Marie Antoinette: The Color of Flesh is Joel Gross's tale of a love triangle involving the ill-fated queen during the two decades leading to the French Revolution. Superbly directed by Robert Kalfin and beautifully acted by a cast of four (one in a nonspeaking role), this romantic drama presented by Earl Productions is history made intriguing and delicious. There are inherent dangers in the creation of historical drama. If it's too heavy-handed in the history, nuanced human characterization suffers; if it's excessive in the emotional drama, the political element seems like the awkward, hollow context for a romance novel. Assisted by Kalfin's well-tempered direction, Gross gracefully sidesteps both potential pitfalls. The result is a drama in which the social and political standings of each of the characters are as wickedly intertwined as lovers' limbs and as crucial to the tale as the trio's amorous intentions.
The play opens with a scene early in the acquaintance of the social-climbing portrait artist Elisabeth le Brun (Samantha Ives) and one of her subjects, the rakish but politically idealistic nobleman Count Alexis de Ligne (Jonathan Kells Phillips). As the two eventual paramours, Ives and Phillips banter with audience-winning charm and verve. Even as their carefully stoked sexual tension renders their romantic entanglement a mere eventuality, they convey the agendas nearer their hearts. Le Brun wants to parlay the association into an introduction with the ingénue Queen in hopes of becoming the Queen's portrait artist, while the Count speaks starry-eyed of empowering the peasant masses.
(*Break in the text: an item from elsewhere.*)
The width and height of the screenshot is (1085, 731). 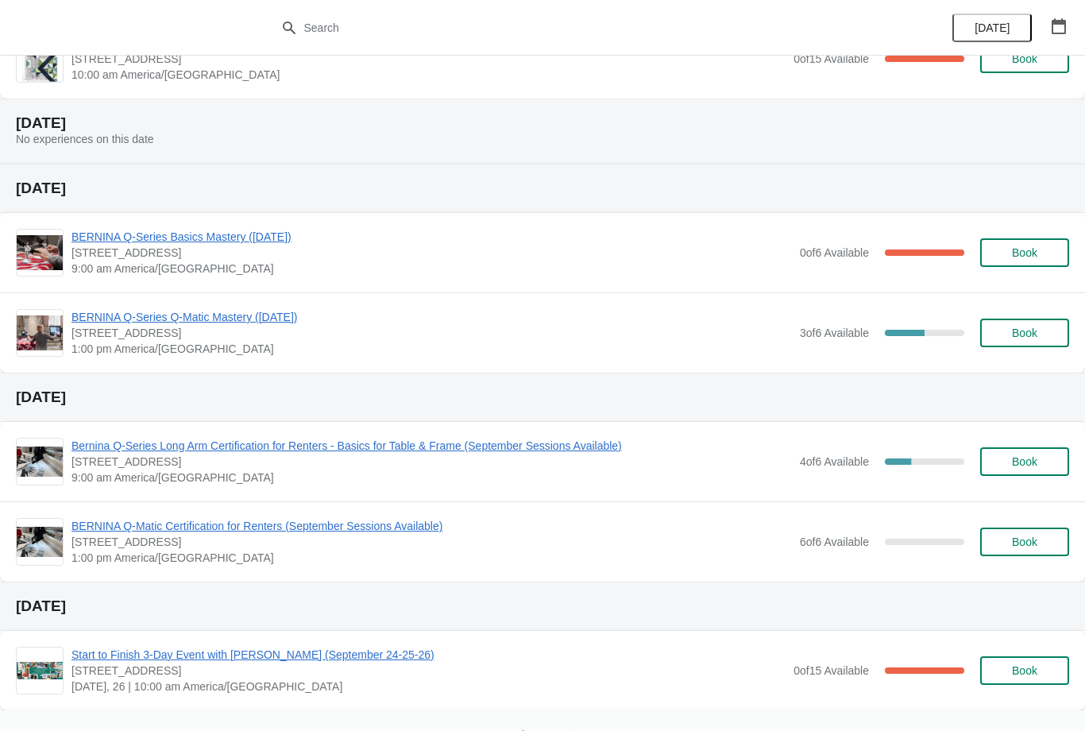 What do you see at coordinates (431, 526) in the screenshot?
I see `span: BERNINA Q-Matic Certification for Renters (September Sessions Available)` at bounding box center [431, 526].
Enter Amanda Jones as "Toinette" the sheltered daughter of Empress Maria Teresa of Austria, bred to please family and King and to symbolize the relationship between two nations—but also to keep her nose out of political affairs. As the naïve, homesick Queen yearning for friendship and the sensation of feeling like a desirable woman (yens fulfilled, respectively, by le Brun and the Count), Jones conveys a royal's dignity and a schoolgirl's delight. Convincingly transitioning from innocent to disillusioned in this 20-years-in-two-hours tale, Jones impresses throughout. Perhaps most memorably, she sparkles in a hilarious scene recounting the Queen's first sexual experience.
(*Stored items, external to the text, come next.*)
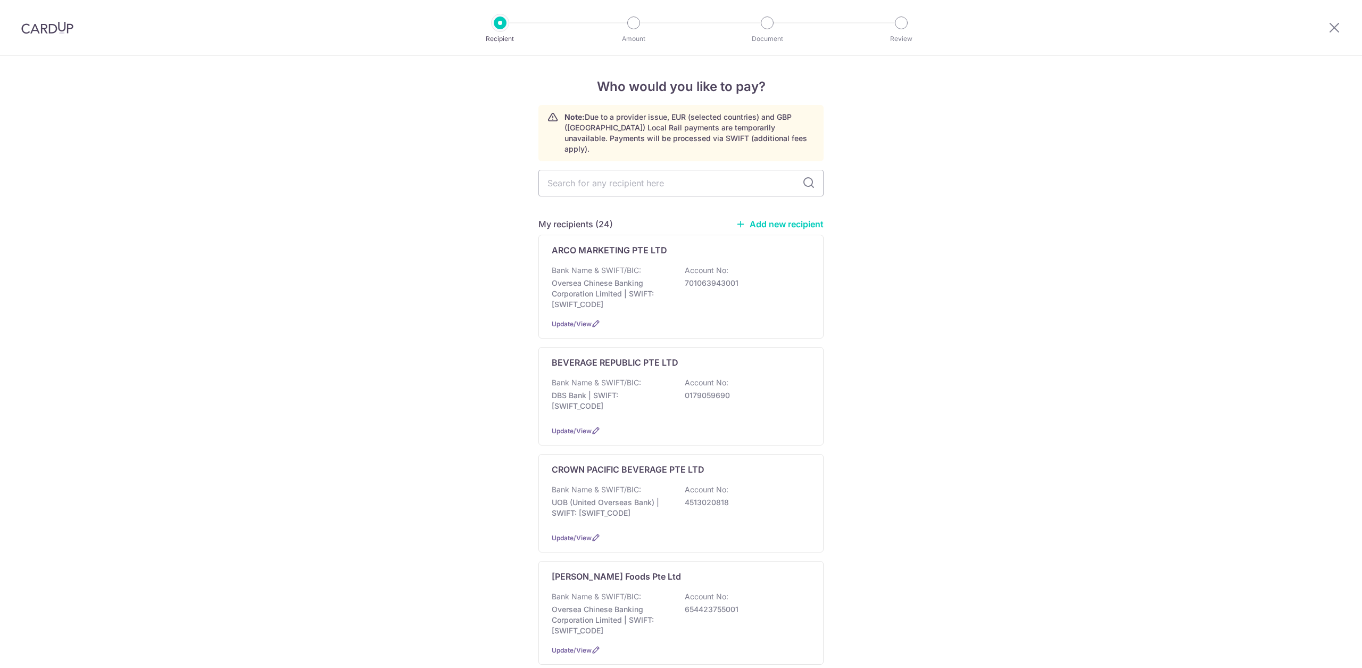 The width and height of the screenshot is (1362, 668). What do you see at coordinates (634, 39) in the screenshot?
I see `p: Amount` at bounding box center [634, 39].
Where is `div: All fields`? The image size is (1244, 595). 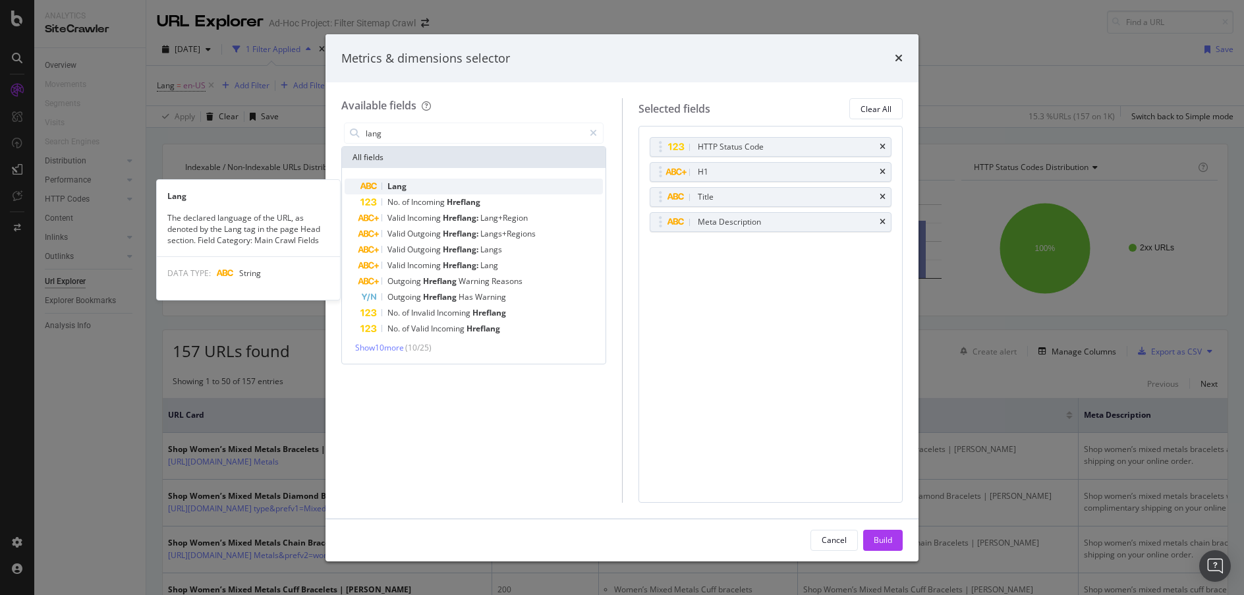 div: All fields is located at coordinates (474, 158).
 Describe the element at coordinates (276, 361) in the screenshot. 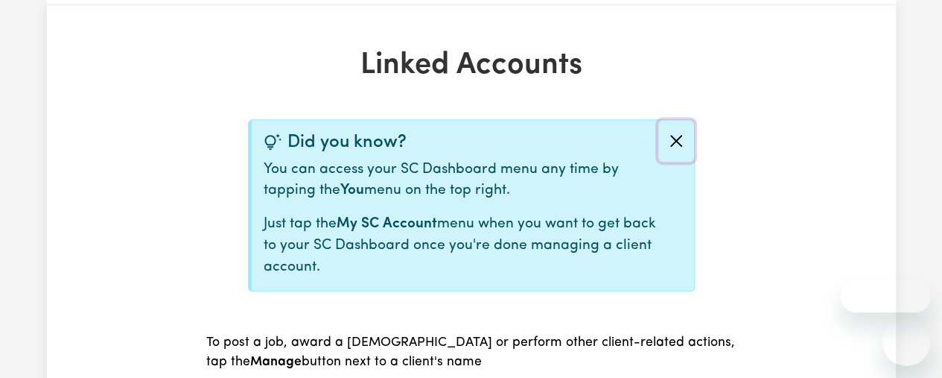

I see `b: Manage` at that location.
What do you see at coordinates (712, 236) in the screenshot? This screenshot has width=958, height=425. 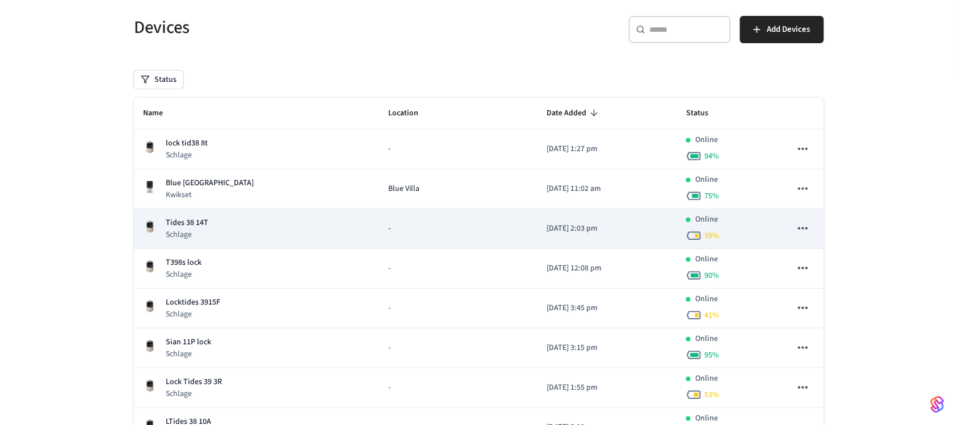 I see `span: 39 %` at bounding box center [712, 236].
Ives and Phillips demonstrate range as well. As the Count, Phillips is no one-note playboy. Years fighting in the American Revolution under Lafayette turn his debonair idealist into a man of convincing depth and understated innocence lost. Ives balances ambition with sincerity and seems equally comfortable with drawing-room wit and boudoir intimacy. A bit of a quibble, but a slight increase in le Brun's early Machiavellianism would yield a more powerful payoff when, in the midst of revolution, she eventually declares her loyalty.
The fourth cast member, Hugo Salazar, serves the pragmatic function of setting the stage before each scene, but in this nonspeaking servant role he also reminds the audience of his class's pivotal voice in the outcome of the story. To his credit, Salazar embodies the positive aspect of the cliché about there being no small roles—wordless, he is variously dignified, endearing, and comical.
Directorial and design choices succeed in alluding to the lavishness of the play's locales without distracting from what must be the highlight of the presentation—the actors' apt portrayals of Gross's carefully drawn characters. Sumptuous costumes by designer T. Michael Hall are the production's one perfectly chosen concession to the expected visual drama of historical romance. As the backdrop for a few easily rearranged furniture pieces, Kevin Judge's simple, off-kilter white scenic space is an effective and versatile design choice for a play that might have tempted a lesser designer-director team into counterproductive opulence.
Paul Hudson's lighting design achieves its task with similar elegance; projected title cards and the outline of an imposing Versailles window are the few elaborations in a space whose lighting options are limited. Merek Royce Press's sound design transports the audience from ball to opera to garden with a few well-chosen and modulated ambient tracks.
Though the tale is fictional (especially regarding the Count), the three characters' predicaments make for a compelling, passionate, and memorable lesson in history and the heart. As historical drama, this succeeds where many in the genre disappoint. In short, if history lessons were all like this, no one would ever cut class.